August 15, traditionally known as the Assumption of Mary in the Church, is celebrated as the parish and school feast day every year and refers to the day that the Blessed Virgin Mary was taken into heaven.

Bishop of the Roman Catholic Diocese of Auckland Stephen Lowe will also be leading the 175th anniversary Sunday Mass at 9am on August 13 to honour the milestone for the parish and its school.

Other events such as a formal luncheon, picnic and school open day will be features of the extended weekend of celebrations. The parish and school websites have full details of the celebration events.

“We’re using the five days as an opportunity to not only look back on our history but also to look forward. After what both the school and parish have been through over the past few years with lockdowns and restrictions, it’s really a beautiful thing that we are able to do this now,” says Fitzmaurice.

People will be coming from far and wide to celebrate the weekend in the community, including families of those buried at the parish cemetery.

“You often find that people who have now gone to other places in New Zealand or even overseas, when they get to hear of a weekend like this, it’s home,” says Fitzmaurice.

More than 300 students currently attend Our Lady Star of the Sea School and around 800 people attend Sunday Mass in the parish church.

“175 years is not huge in human terms, but for our history it is and we’re very aware of that,” Fitzmaurice says.

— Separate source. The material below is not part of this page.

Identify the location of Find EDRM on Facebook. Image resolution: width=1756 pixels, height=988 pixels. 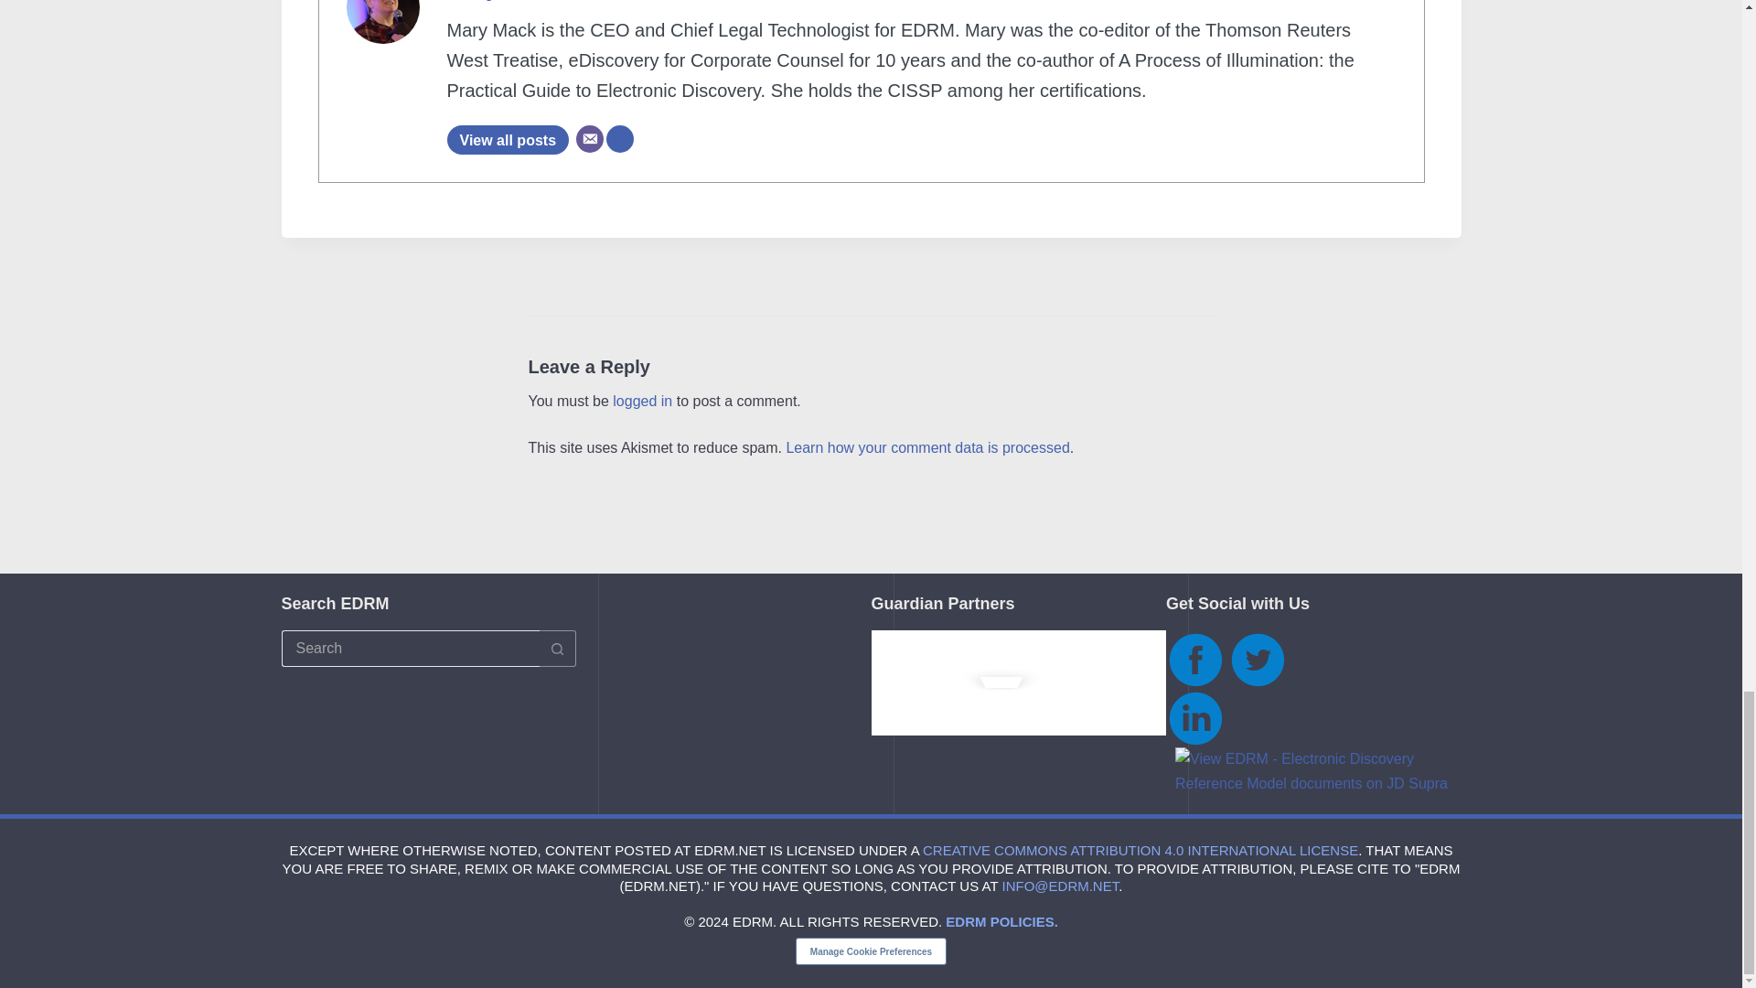
(1194, 658).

Missionary Priest Antoine Marie Garin came to Panmure and Howick in January 1848. Photo Alexander Turnbull Library Ref: 1/4-016333-F

Pioneer priest and his legacy
Antoine Marie Garin was a French Roman Catholic priest, missionary and educationalist. He was born in Rambert-en-Bugey, France on July 23, 1810 and ministered in Auckland, Northland and, most notably, in Nelson.

He came to Howick 175 years ago.

He died in 1889 and was buried in Nelson. Garin College, a Catholic co-educational College formed in 2002 in Nelson, is named after him.

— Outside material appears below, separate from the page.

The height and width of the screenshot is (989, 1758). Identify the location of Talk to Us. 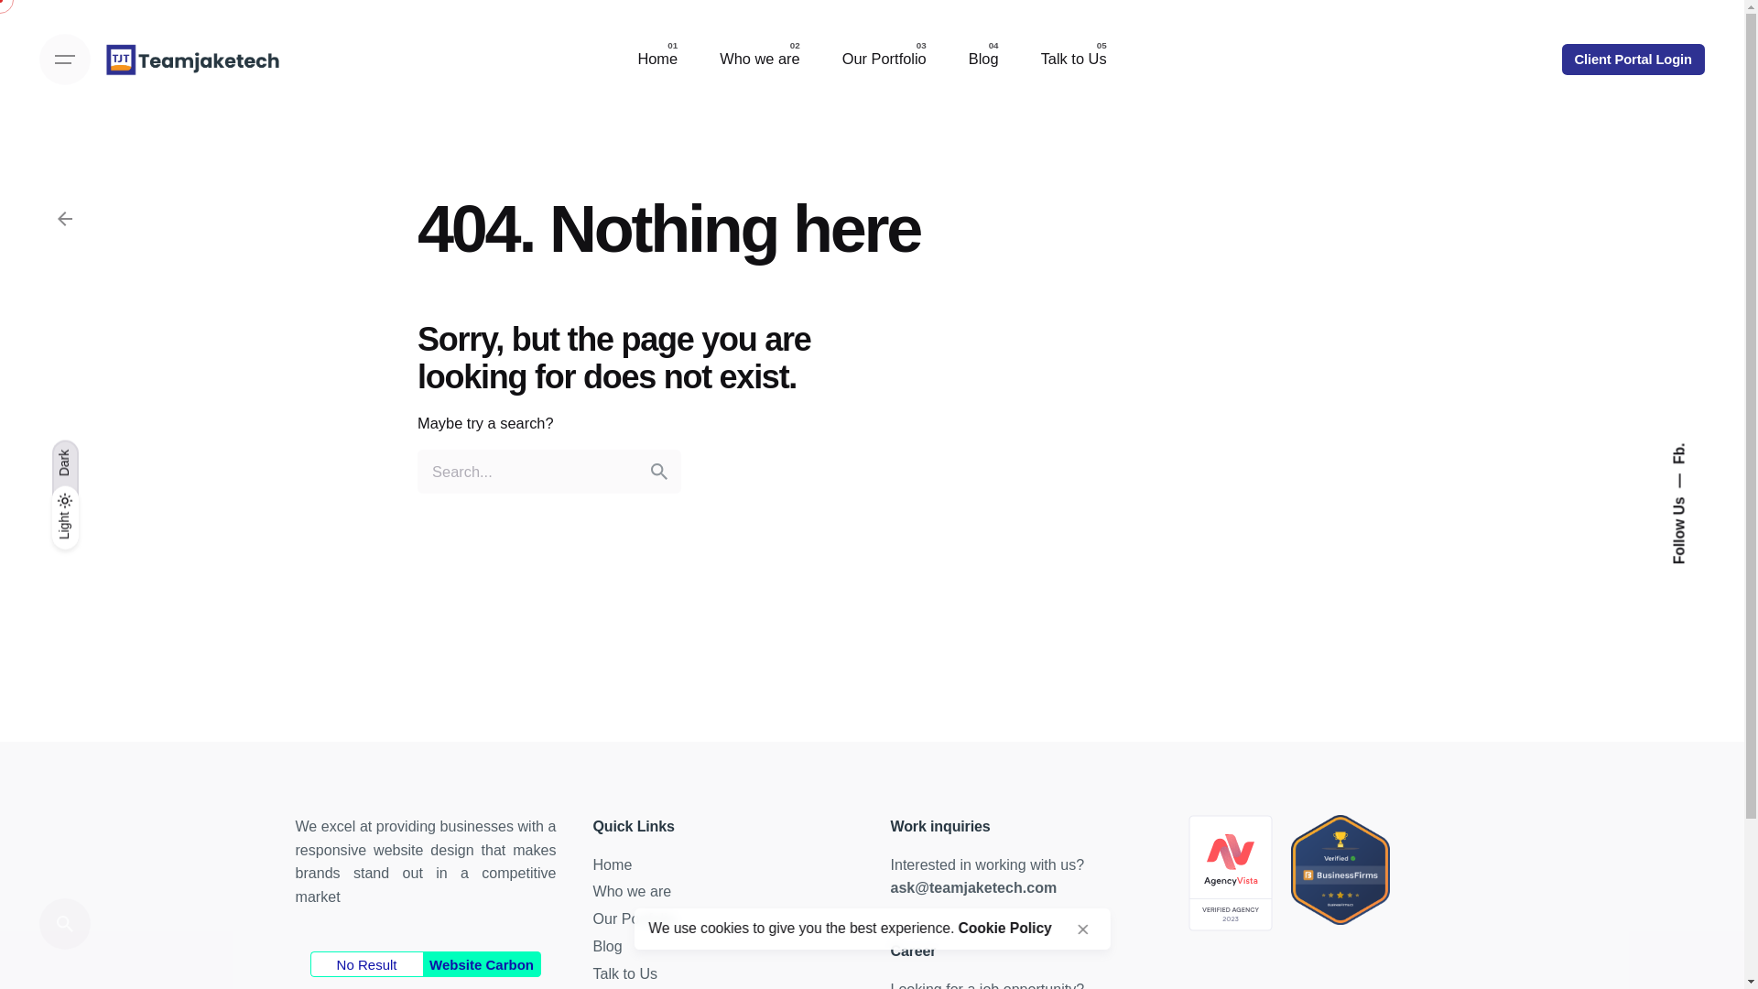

The school’s website notes: “Garin came to New Zealand in 1841 and for the next 40 years Garin contributed hugely to the development of education in the area. In Nelson, he was responsible for education early in Nelson’s history and opened orphanages for both girls and boys as early as 1872. Father Garin’s legacy lives on today through the Churches that he built and in the Catholic Schools of the area – St Joseph’s Primary School and our College (Garin College).”

The Catholic Archdiocese of Wellington says of the pioneer: “Following his death on April 14, 1889, Fr Garin was buried in a temporary grave in Nelson’s Wakapuaka cemetery; the whole district wanted to build a memorial chapel over his remains.
“The body was disinterred 18 months later and found to be completely intact, though the vestments had rotted. It is now buried under heavy concrete in the chapel’s crypt.”

They continue: “In 1843, Garin was sent to the Kaipara mission station at Mangakahia, and four years later to the pensioner soldier settlements at Howick, Panmure and Otahuhu where more than half the families were Irish Catholics.

“In 1850 after quarrels between Pompallier and the Marists, Garin accompanied Bishop Viard to Wellington. He was assigned to Nelson as parish priest in charge of 200 to 300 Catholics scattered around Nelson, Buller, Marlborough and the northern part of the region that became Westland.”

MC Goulter in Sons of France writes: “Antoine Marie Garin was born in July 1810 at St Rambert-en-Bugey, in the diocese of Belley, where he was afterwards raised to the priesthood. He was ordained on the 19th October, 1834 in France, a young man of twenty-four, who was destined to be one of the first priests to work in New Zealand, to do heroic work among the Maori, to set up the parishes of Panmure and Howick, to found the Parish of Nelson, to blaze the trail in the higher education of Catholic boys in New Zealand, and to discover and foster the first New Zealand Vocation to the priesthood and the religious life.”

Again in a letter home from Mangakahia in April, 1846: “Don’t be surprised to hear that Father Garin is at the same time a carpenter, wheelwright, a gardener, a tailor, a mason, a bookbinder, a chemist, a farmer, a vinedresser and a doctor.”